Many lenders have stopped providing credit for installations that are anchored to the ocean floor, said Thiess Harder-Heun, a director at Deutsche Kreditbank AG, which has financed construction of about 700 wind turbines over the past decade.
Plans to install hundreds of windmills in water about 20 meters (66 feet) deep off the German and U.K. coasts were made before developers gained much expertise in fielding special ships, cranes and equipment that can resist the impact of strong winds and corrosion by salt.
"Offshore simply has a different cost structure and this has an influence of the profitability," Harder-Heun said yesterday after a wind-industry presentation in Husum, Germany.

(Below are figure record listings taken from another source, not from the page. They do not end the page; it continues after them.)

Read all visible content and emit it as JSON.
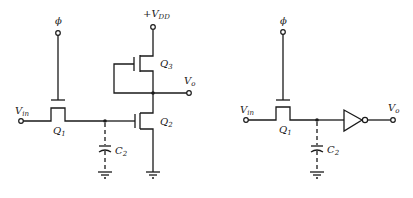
{
  "diagram": {
    "type": "circuit-schematic",
    "left_circuit": {
      "title": "Dynamic inverter with depletion-load",
      "labels": {
        "phi": "ϕ",
        "vdd_prefix": "+V",
        "vdd_sub": "DD",
        "vin": "V",
        "vin_sub": "in",
        "vo": "V",
        "vo_sub": "o",
        "q1": "Q",
        "q1_sub": "1",
        "q2": "Q",
        "q2_sub": "2",
        "q3": "Q",
        "q3_sub": "3",
        "c2": "C",
        "c2_sub": "2"
      }
    },
    "right_circuit": {
      "title": "Equivalent with inverter symbol",
      "labels": {
        "phi": "ϕ",
        "vin": "V",
        "vin_sub": "in",
        "vo": "V",
        "vo_sub": "o",
        "q1": "Q",
        "q1_sub": "1",
        "c2": "C",
        "c2_sub": "2"
      }
    },
    "colors": {
      "line": "#1a1a1a",
      "background": "#ffffff"
    }
  }
}
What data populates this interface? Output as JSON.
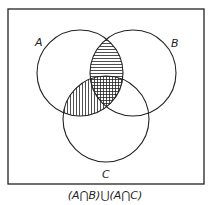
{
  "diagram": {
    "type": "venn",
    "sets": [
      {
        "label": "A",
        "cx": 80,
        "cy": 73,
        "r": 43
      },
      {
        "label": "B",
        "cx": 133,
        "cy": 73,
        "r": 43
      },
      {
        "label": "C",
        "cx": 106,
        "cy": 119,
        "r": 43
      }
    ],
    "shaded_regions": [
      {
        "region": "A∩B",
        "pattern": "horizontal-hatch"
      },
      {
        "region": "A∩C",
        "pattern": "vertical-hatch"
      },
      {
        "region": "A∩B∩C",
        "pattern": "cross-hatch"
      }
    ],
    "caption": "(A⋂B)⋃(A⋂C)"
  },
  "labels": {
    "a": "A",
    "b": "B",
    "c": "C"
  }
}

Financing for projects built on land, which have a longer history and lower operating costs, have been largely unimpeded by the global credit crisis, Harder-Heun said.

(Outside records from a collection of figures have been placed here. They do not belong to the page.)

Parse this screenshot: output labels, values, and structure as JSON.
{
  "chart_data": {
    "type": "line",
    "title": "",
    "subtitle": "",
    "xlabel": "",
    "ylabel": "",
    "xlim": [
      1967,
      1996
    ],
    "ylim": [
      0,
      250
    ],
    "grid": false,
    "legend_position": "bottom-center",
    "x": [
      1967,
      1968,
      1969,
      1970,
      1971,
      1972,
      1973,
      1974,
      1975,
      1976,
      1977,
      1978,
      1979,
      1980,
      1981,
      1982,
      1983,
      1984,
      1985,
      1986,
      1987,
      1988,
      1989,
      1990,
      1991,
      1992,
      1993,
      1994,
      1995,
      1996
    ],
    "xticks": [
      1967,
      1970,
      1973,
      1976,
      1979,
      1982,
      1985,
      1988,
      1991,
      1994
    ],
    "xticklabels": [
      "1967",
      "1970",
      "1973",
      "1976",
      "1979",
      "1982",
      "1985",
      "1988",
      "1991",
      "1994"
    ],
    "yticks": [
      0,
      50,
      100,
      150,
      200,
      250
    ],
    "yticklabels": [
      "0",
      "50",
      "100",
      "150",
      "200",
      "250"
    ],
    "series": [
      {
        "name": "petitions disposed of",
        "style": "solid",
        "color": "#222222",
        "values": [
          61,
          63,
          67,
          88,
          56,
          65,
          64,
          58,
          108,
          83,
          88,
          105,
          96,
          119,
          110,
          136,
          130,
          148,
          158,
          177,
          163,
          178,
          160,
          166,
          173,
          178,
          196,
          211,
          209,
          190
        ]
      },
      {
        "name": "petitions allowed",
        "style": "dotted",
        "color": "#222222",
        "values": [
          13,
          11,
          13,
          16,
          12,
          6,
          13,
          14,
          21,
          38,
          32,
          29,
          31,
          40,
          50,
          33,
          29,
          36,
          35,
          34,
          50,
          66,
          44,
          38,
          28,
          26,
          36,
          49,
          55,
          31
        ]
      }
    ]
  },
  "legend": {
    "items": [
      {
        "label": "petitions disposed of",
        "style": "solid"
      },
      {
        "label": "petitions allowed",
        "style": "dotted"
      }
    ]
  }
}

European Union governments promoted wind turbines to help meet a target to get 20 percent of energy supplies from renewable sources by 2020, designed to combat climate change.
The limited availability of credit also has directed investment more to less-risky onshore projects, Maartje van den Berg, a clean-technology analyst at Rabobank International, said in an October interview.
Growth of all types of wind-turbine installations in Germany has slowed from a peak in 2002. Generating capacity rose 7.4 percent last year, below a 50 percent gain in the U.S., which took away Germany's No. 1 ranking by that measure, according to the Brussels-based Global Wind Energy Council trade group.
Largest Power Market
German capacity was 23,900 megawatts at Dec. 31, enough to power 35.9 million homes if all turbines are running.
The nation's wind-energy industry forecasts a capacity of 55,000 megawatts by 2020 in Europe's largest power market, more than double the existing figure.
Overall, German wind-turbine makers will post "double- digit" sales growth this year, boosted by domestic and international markets, Thorsten Herdan, president of VDMA Power Systems, said last month. The gain is being helped by a law that supports electricity generated by renewable energy.
Germany in June updated its so-called renewable energy law, providing investors with guaranteed prices for clean power for another two decades. Over coming years the new law will reduce the premium paid on top of the regular price to encourage makers of windmills and solar panels to cut costs.
Utilities in Germany pay solar and wind generators a fixed amount for each kilowatt-hour of power they feed into the local grid. While fixed payments for renewable energy generation will be less this year, they are still higher than tariffs for electricity generated from conventional sources such as coal.